Now, we have proof that the first prong of the non-scandal was never true.  The IRS did use politically-oriented search terms to try to sort through applicants for inappropriate levels of political activity, but it did not do so on a partisan or ideological basis.  And even so, they stopped using those search terms, in an effort to avoid even the appearance of political intent in their reviews.

Will this stop the Republicans?  Of course not.  A New York Times story quotes the chair of the House's tax-writing committee: "This report reinforces what government watchdogs and congressional investigators have confirmed time and time again: Bureaucrats at the I.R.S. ... arbitrarily and haphazardly administered the tax code and targeted taxpayers based on political ideology."

No, the report says exactly the opposite.  The IRS covered the political spectrum, meaning that regardless of a group's apparent political ideology, they might receive added scrutiny in applying for status as a not-excessively-political organization.

And what of the press?  A Washington Post news article stated that the new TIGTA report "could undermine claims that conservatives were unfairly targeted under President Barack Obama."

Normally, I would love to make a sarcastic comment about that kind of bizarre understatement, but there is no improving on Steven Benen's take on The Post's "quite generous" choice of words: "If 'could undermine' is synonymous with 'completely discredits,' then sure."

All of this serves as a helpful reminder that the Trump Administration's blatant dishonesty is only a continuation of a strategy of lying that Republicans have been honing for years.

I recently wrote about "one-sided dishonesty" in American politics.  My claim was that Democrats are occasionally dishonest in the old-fashioned political sense, shading the truth and sometimes getting caught, whereas Republicans have applied the principles of mass production to the propagation of lies.

In that column, I noted a term coined by Paul Waldman, "the audacity gap," which he says "makes Republicans the party of 'Yes we can,' while Democrats are the party of 'Maybe we shouldn’t.'"  That Republicans are still audaciously claiming that there was an IRS scandal under Obama is one of only many examples.

Indeed, there is an interesting overlap among examples of Democrats' timidity.  The new TIGTA report notes that one of the search terms that the IRS used that would pick up left-leaning groups was "acorn."  As The Times notes, ACORN is "the acronym for the now defunct Association of Community Organizations for Reform Now."

But the interesting question is why ACORN is now defunct.  That group was itself the victim of what turned out to be a non-scandal, in which a right-wing group doctored videos to make it appear that the group was corrupt.

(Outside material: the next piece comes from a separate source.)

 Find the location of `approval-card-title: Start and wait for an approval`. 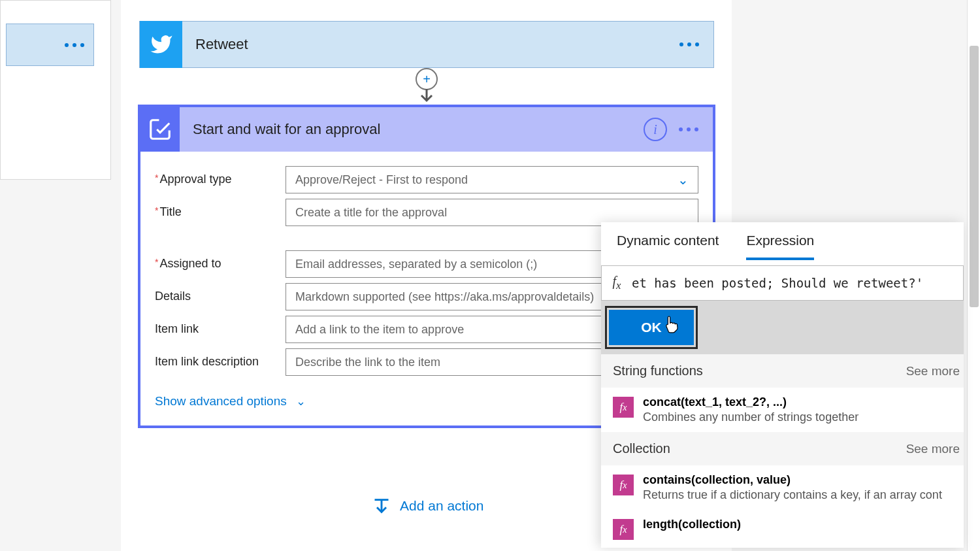

approval-card-title: Start and wait for an approval is located at coordinates (412, 129).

When that story broke, Democrats in Congress and the White House hid under their desks.  Even after it became completely clear that the whole affair was a political hit job, Democrats simply allowed funding for ACORN's community organizing activities to be eliminated, and the group died.

Similarly, when the 501(c)(4) story first broke in 2013, the Obama Administration fired the acting IRS commissioner and acted as if something horrible had happened.  (Those who remember Obama's baseless firing in 2010 of Shirley Sherrod, the victim of another doctored video, might start to notice a pattern.)

In the meantime, Republicans continue to use the IRS non-scandal as a reason to "punish" the agency with further cuts to its budget.  Even if the Republicans cannot get their act together this year to cut taxes for rich people and corporations, they can continue to achieve the same end by making it all but impossible for the IRS to catch tax cheats.

The Republicans will never admit that there was no scandal.  The Democrats will never make a concerted effort to educate the public.  And the press will continue to say that it is all very complicated and that the two sides disagree.  It is a beautifully closed system, with the only losers being the American people, who need the IRS to be able to continue to do its job.